A PYMNTS Company

Why Prediction Markets Are Keeping Compliance Chiefs Up at Night 

 |  April 3, 2026

Imagine an employee who spends their days analyzing whether a major geopolitical crisis will tank a client’s portfolio. Now imagine that same employee logging onto a prediction market platform after hours and placing a personal bet on that exact crisis, using everything they learned at work. It’s not insider trading in the traditional sense. But it might be just as damaging. And right now, most companies have no way to stop it.

    Get the Full Story

    Complete the form to unlock this article and enjoy unlimited free access to all PYMNTS content — no additional logins required.

    yesSubscribe to our daily newsletter, PYMNTS Today.

    By completing this form, you agree to receive marketing communications from PYMNTS and to the sharing of your information with our sponsor, if applicable, in accordance with our Privacy Policy and Terms and Conditions.

    That’s the warning at the heart of a new legal alert from Ropes & Gray, a prominent global law firm. The firm is urging companies to take a hard look at whether their existing compliance programs are equipped to handle the growing risks posed by prediction markets. These are online platforms where users wager real money on the outcome of future events, from elections to economic indicators to corporate deals.

    The core problem, according to Ropes & Gray, is a regulatory blind spot. Companies have long had systems in place to prevent employees from trading stocks based on inside information. But prediction markets fall outside those guardrails entirely. An employee can place a bet informed by sensitive company research or confidential client data, and current pre-clearance systems won’t catch it. These are the internal checkpoints companies use to flag suspicious trades.

    “Existing pre-clearance systems do not cover such activity,” the firm writes, “thus allowing the prediction market position to be placed without detection.”

    We’d love to be your preferred source for news.

    Please add us to your preferred sources list so our news, data and interviews show up in your feed. Thanks!

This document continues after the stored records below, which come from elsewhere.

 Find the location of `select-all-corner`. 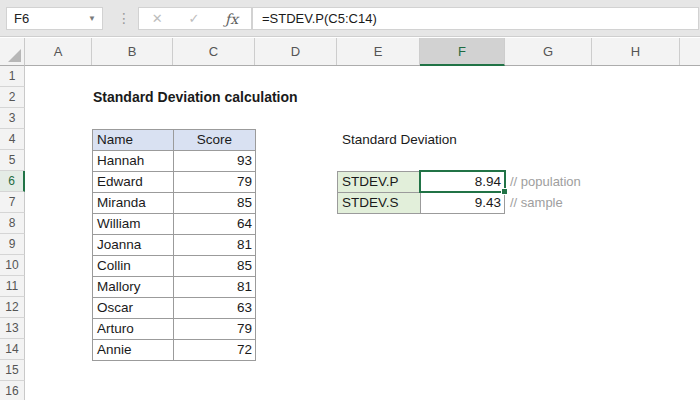

select-all-corner is located at coordinates (12, 52).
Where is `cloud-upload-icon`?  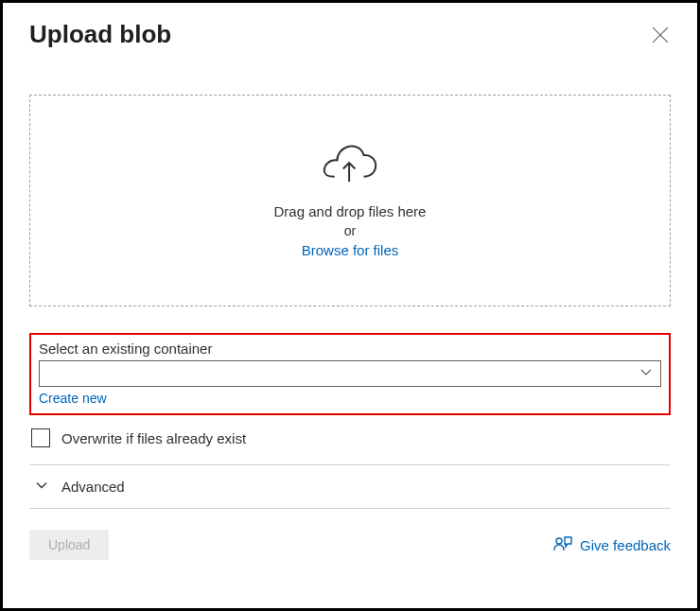 cloud-upload-icon is located at coordinates (350, 166).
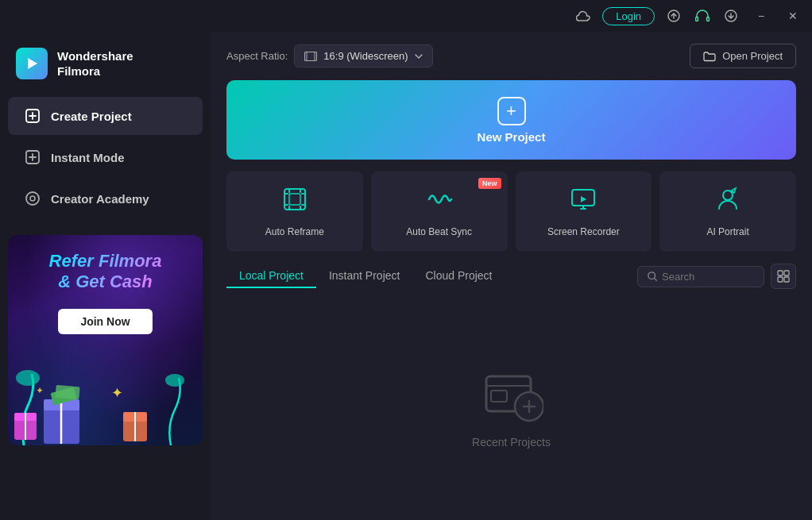 This screenshot has width=812, height=520. I want to click on sidebar-item-create-project: Create Project, so click(105, 116).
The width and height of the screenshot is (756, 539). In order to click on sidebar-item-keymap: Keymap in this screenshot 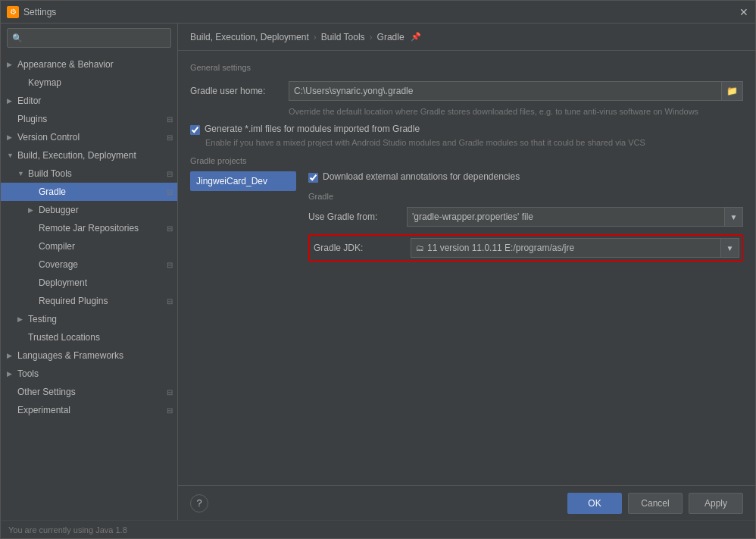, I will do `click(89, 83)`.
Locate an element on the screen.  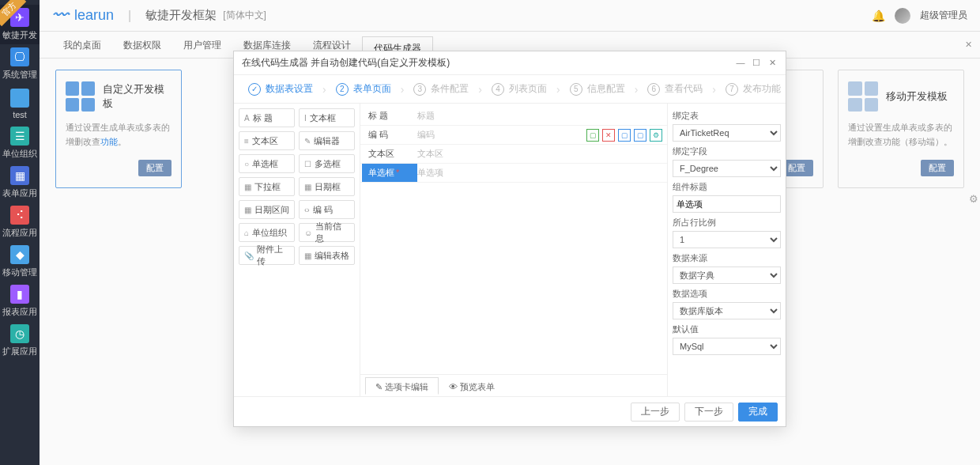
data-option-select: 数据库版本 is located at coordinates (727, 311).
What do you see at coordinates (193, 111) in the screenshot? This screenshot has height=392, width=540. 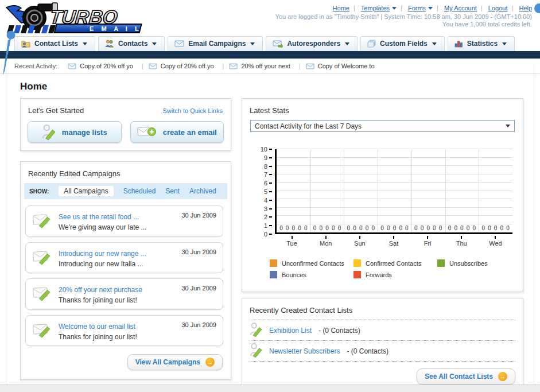 I see `switch-quick-links: Switch to Quick Links` at bounding box center [193, 111].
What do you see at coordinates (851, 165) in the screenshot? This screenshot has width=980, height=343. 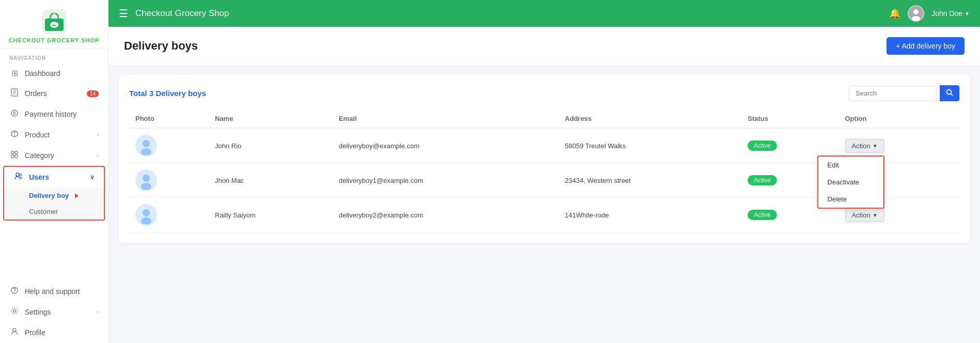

    The risks do not stop at the individual employee level. Ropes & Gray outlines two categories of information that could be exploited. The first is client and counterparty data, meaning sensitive details shared under confidentiality agreements or NDAs. Using that information to place a prediction market bet could breach those agreements, even if the information does not technically qualify as insider trading under securities law.

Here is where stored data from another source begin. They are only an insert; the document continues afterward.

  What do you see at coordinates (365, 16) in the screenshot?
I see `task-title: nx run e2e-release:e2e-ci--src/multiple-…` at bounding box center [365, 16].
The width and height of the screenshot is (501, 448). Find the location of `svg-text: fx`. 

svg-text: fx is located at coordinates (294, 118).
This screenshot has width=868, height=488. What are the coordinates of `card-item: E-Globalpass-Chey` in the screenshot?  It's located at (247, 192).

    Related: Predicting the Scope of Forthcoming Prediction Market Regulation

    The second risk is a company’s own proprietary research and analytical models. That kind of intellectual property is expensive to build. Using it for a personal side bet, the firm argues, is a fundamental breach of trust.

    The reputational stakes are high. Clients who discover their confidential information was used to place personal wagers will lose faith quickly. Beyond the trust damage, companies could face contractual liability from information owners and may even be required to notify those owners that their data was misused.

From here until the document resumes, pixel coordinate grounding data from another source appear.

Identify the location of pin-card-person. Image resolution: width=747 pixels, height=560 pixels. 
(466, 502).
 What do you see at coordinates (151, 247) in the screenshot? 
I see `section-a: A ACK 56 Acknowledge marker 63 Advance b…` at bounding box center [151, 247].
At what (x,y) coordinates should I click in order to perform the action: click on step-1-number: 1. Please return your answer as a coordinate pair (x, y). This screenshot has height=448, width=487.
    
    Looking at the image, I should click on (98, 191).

    So what should companies actually do? Ropes & Gray lays out four questions every compliance leader should be asking. Does the company want to outright prohibit employees from participating in prediction markets? Do existing policies, most of which were written before prediction markets existed, actually cover this kind of activity? Are there tools in place to detect undisclosed activity? And are information barriers strong enough to manage conflicts, or is a blanket ban the safer path?

    The firm stops short of prescribing a single answer. But the direction of travel is clear. Companies that rely on broad, principles-based codes of conduct may be technically covered, but that may not be enough. Specific training, updated policies, and clearer examples are increasingly necessary.

    Prediction markets have grown fast. Regulation has not kept pace. And as these platforms attract more users and more money, the pressure on compliance teams will only increase. Ropes & Gray’s message is simple: get ahead of this now, before a headline forces your hand.